Sheinbaum’s tenure as Mexico City mayor was marked by progressive initiatives. For example, the World Economic Forum, led by Klaus Schwab, noted that as mayor she ended public school policy requiring gender-appropriate uniforms for children. Sheinbaum said: “The era when girls had to wear a skirt and boys had to wear trousers has been left behind; I think that’s passed into history,” and added: “Boys can wear skirts if they want and girls can wear pants if they want.”
While she did not raise the issue during her campaign, Sheinbaum’s Morena party is a firm supporter of abortion. The newly-elected congress will be seated in September, one month before Sheinbaum’s inauguration, thus allowing incumbent president López Obrador an opportunity to push through his legislative initiatives.
Poblete told “EWTN News Nightly” that the 2024 election may have led to a Morena majority in Mexico’s Congress, which has vowed to amend the constitution in order for Mexican Supreme Court justices to be elected by popular ballot, thereby confirming partisan control of the heretofore independent judiciary, which would rule on issues such as abortion and matters of gender ideology. He fears that Sheinbaum will govern under the shadow of the current president and his leftist party.
This story was first published by ACI Prensa, CNA’s Spanish-language news partner. It has been translated and adapted by CNA.
The Jesuit leader most likely does not believe in the devil. He has never actually done anything in which the devil disagrees with. Those who turn from sin and follow Christ and His Church are the ones the devil spends his time harassing. He doesn’t waste time on those who are already his. We know who to believe regarding the devil, that would be Jesus Christ. We know who not to listen to, that would be Jesuits.
Fr. Sosa may feel safer if the “devil” did not exist. But of course, that would be a direct denial of GOD. Pray hard for the Jesuits! They have seemingly embraced the ‘fallen world’!
Thank you for a great and very timely posting. Satan surely does his homework. He picks high-profile targets to carry out his insidious attacks on God’s Church.
Fr. Arturo Sosa, Superior General of the Society of Jesus, doesn’t appear to be familiar with the Gospels; Jesus spoke a lot about Satan, and his works. Either he doesn’t believe in what Jesus said, or or, or the mind boggles!

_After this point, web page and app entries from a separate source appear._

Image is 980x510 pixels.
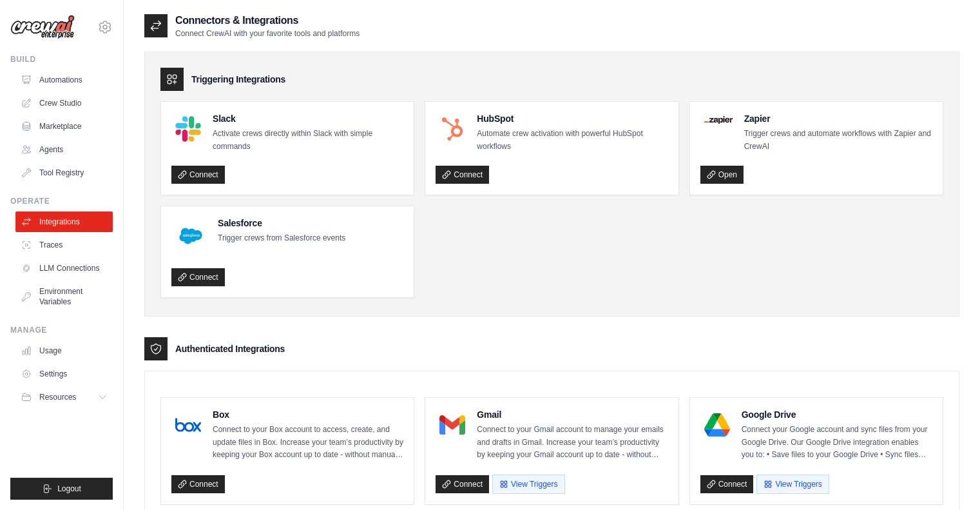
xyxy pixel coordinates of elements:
[16,162,112,183] a: Tool Registry
[477,112,668,125] h4: HubSpot
[175,412,201,438] img: Box Logo
[213,128,404,153] p: Activate crews directly within Slack with simple commands
[175,342,285,355] h3: Authenticated Integrations
[10,478,112,500] button: Logout
[493,474,565,494] button: View Triggers
[745,112,932,125] h4: Zapier
[16,93,112,113] a: Crew Studio
[10,196,112,206] div: Operate
[745,128,932,153] p: Trigger crews and automate workflows with Zapier and CrewAI
[57,484,82,494] span: Logout
[705,412,730,438] img: Google Drive Logo
[175,116,201,142] img: Slack Logo
[191,73,286,85] h3: Triggering Integrations
[171,268,225,286] a: Connect
[175,28,360,38] p: Connect CrewAI with your favorite tools and platforms
[175,220,206,251] img: Salesforce Logo
[16,387,112,408] button: Resources
[16,340,112,361] a: Usage
[10,325,112,336] div: Manage
[742,424,932,462] p: Connect your Google account and sync files from your Google Drive. Our Google Drive integration e...
[39,392,76,402] span: Resources
[477,128,668,153] p: Automate crew activation with powerful HubSpot workflows
[16,258,112,278] a: LLM Connections
[439,412,466,438] img: Gmail Logo
[477,408,668,421] h4: Gmail
[16,116,112,137] a: Marketplace
[16,69,112,90] a: Automations
[16,212,112,232] a: Integrations
[16,281,112,312] a: Environment Variables
[213,408,404,421] h4: Box
[436,475,489,493] a: Connect
[439,116,466,142] img: HubSpot Logo
[705,116,733,124] img: Zapier Logo
[171,166,225,184] a: Connect
[213,424,404,462] p: Connect to your Box account to access, create, and update files in Box. Increase your team’s prod...
[171,475,225,493] a: Connect
[742,408,932,421] h4: Google Drive
[175,13,360,28] h2: Connectors & Integrations
[10,54,112,65] div: Build
[10,15,75,39] img: Logo
[218,217,346,230] h4: Salesforce
[16,140,112,160] a: Agents
[218,232,346,245] p: Trigger crews from Salesforce events
[213,112,404,125] h4: Slack
[701,166,744,184] a: Open
[436,166,489,184] a: Connect
[477,424,668,462] p: Connect to your Gmail account to manage your emails and drafts in Gmail. Increase your team’s pro...
[16,364,112,384] a: Settings
[701,475,754,493] a: Connect
[757,474,829,494] button: View Triggers
[16,234,112,255] a: Traces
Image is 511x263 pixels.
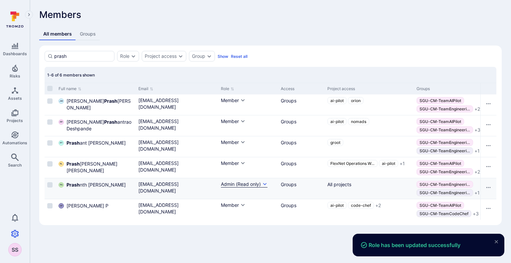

Another priest from the same well-respected order, Fr. James Martin comes to mind here. Oh. God! We have to pray for our priests.
The Jesuit leader most likely does not believe in the devil. He has never actually done anything in which the devil disagrees with. Those who turn from sin and follow Christ and His Church are the ones the devil spends his time harassing. He doesn’t waste time on those who are already his. We know who to believe regarding the devil, that would be Jesus Christ. We know who not to listen to, that would be Jesuits.
By denying the existence of the “devil”, some people feel safer. Having been denied, that is when the devil takes up residence in that poor soul.
Fr. Sosa may feel safer if the “devil” did not exist. But of course, that would be a direct denial of GOD. Pray hard for the Jesuits! They have seemingly embraced the ‘fallen world’!
It’s The New Pentecost!
The council just keeps on giving doesn’t it?
Thank you for a great and very timely posting. Satan surely does his homework. He picks high-profile targets to carry out his insidious attacks on God’s Church.
Fr. Arturo Sosa, Superior General of the Society of Jesus, doesn’t appear to be familiar with the Gospels; Jesus spoke a lot about Satan, and his works. Either he doesn’t believe in what Jesus said, or or, or the mind boggles!
Another priest from the same well-respected order, Fr. James Martin comes to mind here. Oh. God! We have to pray for our priests.
This brings to mind the old saying that “the smartest thing the devil ever did was to convince people that he didn’t exist.”